Being clingy

Hello through lockdown I decided to do some online dating not thinking I would meet anyone nice but I have done. I met a guy that I really like and he likes me as well. We haven’t met yet as he been busy in work but I have his phone number. I feel I’m to clingy if I text him and he doesn’t reply I get paranoid or I get over excited if he texts me. I don’t want to be like this as I’m afraid I will push him away I am also afraid that if we do get closer I’m going to mess things up. Is this normal for an autistic adult to behave and if so how can I control it. 

Parents
  • I'm a clingy person too. What you say is very similar to how I get in such situations.

    There's a school of psychological thought called 'attachment theory'. Attachment theory theorises that people who are clingy are what they call 'anxious attachment'. The opposite side of that spectrum is people that have 'avoidant attachment'.

    People with anxious attachment tend to be the 'people pleaser' types of people. Concerned what others think, like to spend time with their partner and get anxious if the partner (or prospective partner) doesn't text, or otherwise give sufficient attention. Anxiously attached people may also love to cuddle after sex.

    The avoidant attachment folks tend to be the ones who feel they need significant separate time from their partner. They may also be less cuddly in general and less cuddly after intimacy. And yet, this isn't to say that they're less loving or less in need of human attachment, they just have a different way of being and showing it.

    An odd thing about attachment theory is that anxiously attached people often attract avoidantly attached people (and vice versa). So, it's quite often that an anxiously attached person will love someone who isn't very cuddly and isn't the greatest at always responding back quickly.

    There's also a category of 'securely attached' people who tend to be in the middle. They're not so clingy and they're not so strongly independent.

    It's possible to over-analyse this kind of thing but it sometimes helps some of us to be aware that some people have a different kind of mode of being when it comes to relationships. It's certainly helped me to slightly better understand other partners I've been with.

Reply
  • I'm a clingy person too. What you say is very similar to how I get in such situations.

    There's a school of psychological thought called 'attachment theory'. Attachment theory theorises that people who are clingy are what they call 'anxious attachment'. The opposite side of that spectrum is people that have 'avoidant attachment'.

    People with anxious attachment tend to be the 'people pleaser' types of people. Concerned what others think, like to spend time with their partner and get anxious if the partner (or prospective partner) doesn't text, or otherwise give sufficient attention. Anxiously attached people may also love to cuddle after sex.

    The avoidant attachment folks tend to be the ones who feel they need significant separate time from their partner. They may also be less cuddly in general and less cuddly after intimacy. And yet, this isn't to say that they're less loving or less in need of human attachment, they just have a different way of being and showing it.

    An odd thing about attachment theory is that anxiously attached people often attract avoidantly attached people (and vice versa). So, it's quite often that an anxiously attached person will love someone who isn't very cuddly and isn't the greatest at always responding back quickly.

    There's also a category of 'securely attached' people who tend to be in the middle. They're not so clingy and they're not so strongly independent.

    It's possible to over-analyse this kind of thing but it sometimes helps some of us to be aware that some people have a different kind of mode of being when it comes to relationships. It's certainly helped me to slightly better understand other partners I've been with.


### YOUR ASSIGNMENT
In your copy, include no images and return each entry exactly as written.

App and web page records:
◇ ◇ ◇ ◇
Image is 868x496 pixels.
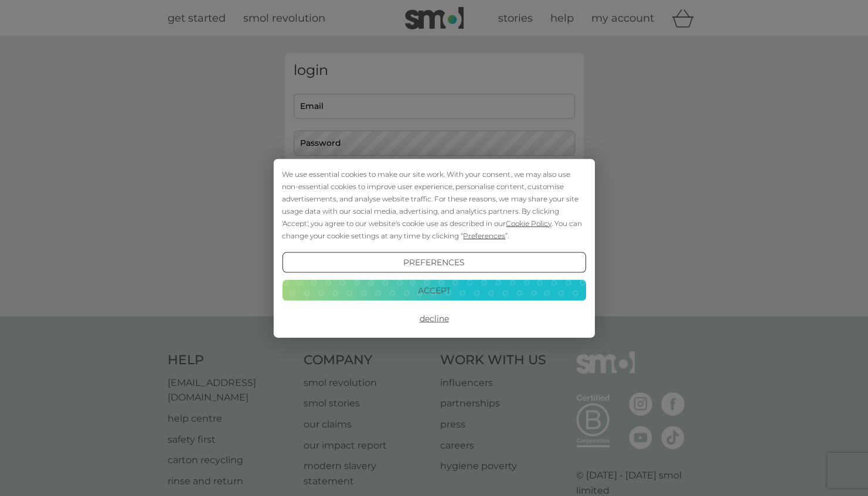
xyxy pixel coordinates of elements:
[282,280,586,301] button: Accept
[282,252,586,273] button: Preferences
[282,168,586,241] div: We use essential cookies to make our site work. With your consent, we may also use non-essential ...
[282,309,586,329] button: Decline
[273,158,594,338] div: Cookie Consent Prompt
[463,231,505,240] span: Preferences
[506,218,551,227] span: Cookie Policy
◇ ◇ ◇ ◇
### RESPONSE BELOW
Image is 868x496 pixels.
xyxy pixel coordinates of elements:
[282,280,586,301] button: Accept
[282,252,586,273] button: Preferences
[282,168,586,241] div: We use essential cookies to make our site work. With your consent, we may also use non-essential ...
[282,309,586,329] button: Decline
[273,158,594,338] div: Cookie Consent Prompt
[463,231,505,240] span: Preferences
[506,218,551,227] span: Cookie Policy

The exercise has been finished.